911 call center on track to be up by year's end

HOT SPRINGS -- The 911 call center that will serve as the nexus of the communication upgrade making Garland County a full-time user on the Arkansas Wireless Information Network should be functional by the end of the year, the county's Department of Emergency Management told justices of the peace last week.

Director Bo Robertson said at a meeting of Garland County Quorum Court committees that the former jail should be fully equipped by December.

The Quorum Court appropriated $779,332 in February from revenue accruing to the county treasury at the end of last year to create the 911 Dispatch Center Budget. Of that money, $701,398, was directed at converting the booking area of the old jail into the county's 911 public-safety answering point.

The 5,000-square-foot facility will receive 911 calls and dispatch personnel from the Garland County sheriff's office and all of the county's volunteer fire departments. The sheriff's office 2017 budget includes funds to hire five additional dispatchers for the new answering point, giving the county 14 dispatchers to man the five consoles.

Robertson said the added personnel will allow a minimum of four dispatchers to provide around-the-clock staffing, with five available during peak times. The county's current answering point in the sheriff's office is staffed by one person at times, Robertson said.

Volunteer fire departments are currently dispatched by the call center at LifeNet Emergency Medical Services. The answer point in the sheriff's office and the city's answering point in the Hot Springs Police Department receive 911 calls for ambulance and volunteer fire service and transfer those calls to LifeNet.

The two answering points also have to transfer 911 calls for Arkansas State Police service to the Trook K call center and emergency service in Hot Springs Village to the Village call center. Robertson said reducing the number of transfers is one of the main reasons for upgrading the county's communication system.

"The more transfers, the more delay," Robertson said.

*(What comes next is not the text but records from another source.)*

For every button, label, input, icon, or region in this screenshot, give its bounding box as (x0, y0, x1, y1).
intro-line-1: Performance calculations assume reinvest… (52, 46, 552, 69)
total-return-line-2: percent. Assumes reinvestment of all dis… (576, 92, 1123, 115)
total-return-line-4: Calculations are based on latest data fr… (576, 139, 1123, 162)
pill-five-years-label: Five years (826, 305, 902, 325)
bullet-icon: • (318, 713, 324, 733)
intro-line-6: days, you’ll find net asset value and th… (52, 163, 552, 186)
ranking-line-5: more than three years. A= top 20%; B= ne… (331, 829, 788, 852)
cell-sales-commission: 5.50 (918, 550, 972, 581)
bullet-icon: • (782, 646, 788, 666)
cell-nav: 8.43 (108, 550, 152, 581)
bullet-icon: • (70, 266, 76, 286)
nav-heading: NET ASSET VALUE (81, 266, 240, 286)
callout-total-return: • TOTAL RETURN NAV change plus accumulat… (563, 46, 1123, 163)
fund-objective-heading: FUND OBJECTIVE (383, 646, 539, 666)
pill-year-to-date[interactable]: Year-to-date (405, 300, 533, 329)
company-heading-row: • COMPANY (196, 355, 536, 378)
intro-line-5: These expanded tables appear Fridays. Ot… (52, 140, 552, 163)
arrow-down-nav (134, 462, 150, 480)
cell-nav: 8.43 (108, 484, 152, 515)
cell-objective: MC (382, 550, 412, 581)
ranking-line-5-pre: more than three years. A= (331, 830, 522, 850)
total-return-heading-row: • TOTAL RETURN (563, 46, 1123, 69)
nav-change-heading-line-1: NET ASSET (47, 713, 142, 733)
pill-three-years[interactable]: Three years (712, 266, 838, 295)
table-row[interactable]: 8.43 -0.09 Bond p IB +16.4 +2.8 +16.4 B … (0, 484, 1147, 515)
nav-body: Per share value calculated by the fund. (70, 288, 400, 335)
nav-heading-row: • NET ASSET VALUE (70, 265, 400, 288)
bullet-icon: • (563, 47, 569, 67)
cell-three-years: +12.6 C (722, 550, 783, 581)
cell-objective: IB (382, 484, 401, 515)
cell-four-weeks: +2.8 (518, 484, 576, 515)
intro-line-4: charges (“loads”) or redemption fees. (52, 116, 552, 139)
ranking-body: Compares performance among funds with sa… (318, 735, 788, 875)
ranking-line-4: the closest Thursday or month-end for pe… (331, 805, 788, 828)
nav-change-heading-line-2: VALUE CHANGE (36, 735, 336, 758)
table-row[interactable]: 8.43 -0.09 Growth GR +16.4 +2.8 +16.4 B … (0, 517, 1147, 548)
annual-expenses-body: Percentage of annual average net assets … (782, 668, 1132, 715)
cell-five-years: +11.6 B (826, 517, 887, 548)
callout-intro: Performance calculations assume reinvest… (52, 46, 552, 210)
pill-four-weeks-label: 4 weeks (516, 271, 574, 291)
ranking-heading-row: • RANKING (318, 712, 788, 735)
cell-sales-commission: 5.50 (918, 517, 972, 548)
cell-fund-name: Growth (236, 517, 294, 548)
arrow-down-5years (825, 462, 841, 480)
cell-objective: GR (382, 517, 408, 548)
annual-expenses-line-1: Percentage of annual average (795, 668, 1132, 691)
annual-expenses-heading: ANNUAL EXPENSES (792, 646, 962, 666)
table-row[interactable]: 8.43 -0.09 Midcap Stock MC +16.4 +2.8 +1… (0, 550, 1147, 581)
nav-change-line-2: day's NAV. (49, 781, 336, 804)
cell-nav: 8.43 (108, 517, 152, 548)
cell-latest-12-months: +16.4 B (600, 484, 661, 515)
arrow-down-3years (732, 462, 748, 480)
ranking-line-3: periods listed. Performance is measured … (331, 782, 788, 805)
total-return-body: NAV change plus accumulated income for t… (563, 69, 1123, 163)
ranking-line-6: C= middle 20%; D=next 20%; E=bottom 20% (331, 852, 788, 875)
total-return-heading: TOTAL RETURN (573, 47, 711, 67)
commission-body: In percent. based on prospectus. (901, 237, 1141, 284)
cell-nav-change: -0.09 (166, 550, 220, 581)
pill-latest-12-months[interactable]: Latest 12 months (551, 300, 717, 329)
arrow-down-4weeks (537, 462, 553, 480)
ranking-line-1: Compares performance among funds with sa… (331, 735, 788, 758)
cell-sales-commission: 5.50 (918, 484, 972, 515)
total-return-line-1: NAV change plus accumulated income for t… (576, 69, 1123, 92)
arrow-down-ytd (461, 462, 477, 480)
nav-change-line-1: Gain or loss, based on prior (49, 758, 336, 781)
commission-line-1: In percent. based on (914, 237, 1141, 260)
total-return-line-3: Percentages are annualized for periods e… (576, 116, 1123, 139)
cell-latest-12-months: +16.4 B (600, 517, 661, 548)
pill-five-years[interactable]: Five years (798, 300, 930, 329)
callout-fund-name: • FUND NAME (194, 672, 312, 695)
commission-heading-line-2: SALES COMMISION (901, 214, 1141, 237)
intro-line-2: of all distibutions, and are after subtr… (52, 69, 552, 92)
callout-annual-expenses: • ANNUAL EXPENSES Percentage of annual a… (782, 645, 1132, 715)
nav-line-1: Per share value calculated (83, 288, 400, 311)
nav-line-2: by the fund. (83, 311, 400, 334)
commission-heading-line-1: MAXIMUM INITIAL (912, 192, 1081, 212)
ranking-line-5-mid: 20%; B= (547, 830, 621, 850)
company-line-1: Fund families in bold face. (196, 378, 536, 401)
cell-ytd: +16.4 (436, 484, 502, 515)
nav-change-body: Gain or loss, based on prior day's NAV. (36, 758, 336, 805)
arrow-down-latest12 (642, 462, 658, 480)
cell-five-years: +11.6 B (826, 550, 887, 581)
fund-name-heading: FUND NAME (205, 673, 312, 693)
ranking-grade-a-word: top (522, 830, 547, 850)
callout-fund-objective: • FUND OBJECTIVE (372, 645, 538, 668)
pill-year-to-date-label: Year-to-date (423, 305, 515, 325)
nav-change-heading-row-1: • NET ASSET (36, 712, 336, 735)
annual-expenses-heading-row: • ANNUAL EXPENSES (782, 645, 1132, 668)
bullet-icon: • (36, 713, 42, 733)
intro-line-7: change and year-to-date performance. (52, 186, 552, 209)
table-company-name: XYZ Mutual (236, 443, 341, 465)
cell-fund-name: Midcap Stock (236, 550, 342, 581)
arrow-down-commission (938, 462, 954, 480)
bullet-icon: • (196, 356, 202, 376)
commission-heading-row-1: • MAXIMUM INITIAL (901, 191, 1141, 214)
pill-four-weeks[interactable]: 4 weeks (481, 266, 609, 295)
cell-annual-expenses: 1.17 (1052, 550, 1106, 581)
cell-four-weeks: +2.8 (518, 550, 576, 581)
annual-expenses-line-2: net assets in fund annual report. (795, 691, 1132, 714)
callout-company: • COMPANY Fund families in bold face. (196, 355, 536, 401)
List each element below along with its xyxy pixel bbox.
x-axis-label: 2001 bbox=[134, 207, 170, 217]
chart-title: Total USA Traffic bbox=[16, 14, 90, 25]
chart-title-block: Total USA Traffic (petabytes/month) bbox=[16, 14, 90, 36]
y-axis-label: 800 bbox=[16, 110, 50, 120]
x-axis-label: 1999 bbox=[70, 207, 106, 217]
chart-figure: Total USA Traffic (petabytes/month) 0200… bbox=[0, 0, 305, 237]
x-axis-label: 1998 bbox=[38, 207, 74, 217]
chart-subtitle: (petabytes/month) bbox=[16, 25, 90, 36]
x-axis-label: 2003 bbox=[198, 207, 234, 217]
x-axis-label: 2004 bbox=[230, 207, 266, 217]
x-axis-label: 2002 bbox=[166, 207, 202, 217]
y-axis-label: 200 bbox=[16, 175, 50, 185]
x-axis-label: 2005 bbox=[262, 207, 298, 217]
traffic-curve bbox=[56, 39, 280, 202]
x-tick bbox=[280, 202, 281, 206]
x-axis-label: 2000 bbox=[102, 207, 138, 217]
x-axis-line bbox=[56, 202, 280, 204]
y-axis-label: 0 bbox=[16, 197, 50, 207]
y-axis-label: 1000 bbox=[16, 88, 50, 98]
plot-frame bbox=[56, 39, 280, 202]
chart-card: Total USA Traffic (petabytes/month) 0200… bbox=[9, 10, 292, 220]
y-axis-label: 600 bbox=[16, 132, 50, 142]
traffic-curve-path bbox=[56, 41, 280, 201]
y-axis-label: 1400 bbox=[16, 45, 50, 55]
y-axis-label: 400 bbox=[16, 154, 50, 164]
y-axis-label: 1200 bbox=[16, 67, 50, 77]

In December, LifeNet announced its intention to join the expanded city answering point. Part of the 2.6 mills Hot Springs levied for its General Fund in the 2016 tax year will double the number of consoles in the city answering point, allowing calls for ambulance service to be handled from one location. LifeNet said the partnership makes sense because 69 percent of its calls are for service within the city.

The tax is in support of the city's Project 25 Phase 2 Radio system. The city is still evaluating proposals that Harris Corp. and Motorola Solutions presented in April as part of their bids on what's expected to be more than a $6 million project.

Motorola is the state's Arkansas Wireless Information Network contractor. It's unclear whether the submissions include a proposal to make the city a full-time Arkansas Wireless Information Network user.

The city is evaluating the proposals. Robertson said the county can begin working on an agreement with the city to share communication channels once it decides whether to join the Arkansas Wireless Information Network or use a proprietary system it would be responsible for maintaining. The county's $5.58 million project to join the Arkansas Wireless Information Network full time will give its emergency and public service operations 30 channels.

Robertson told Quorum Court members that the county has agreements to share Arkansas Wireless Information Network channels with the state police, the National Park Service, the Arkansas Game and Fish Commission and Hot Springs Village public-safety entities.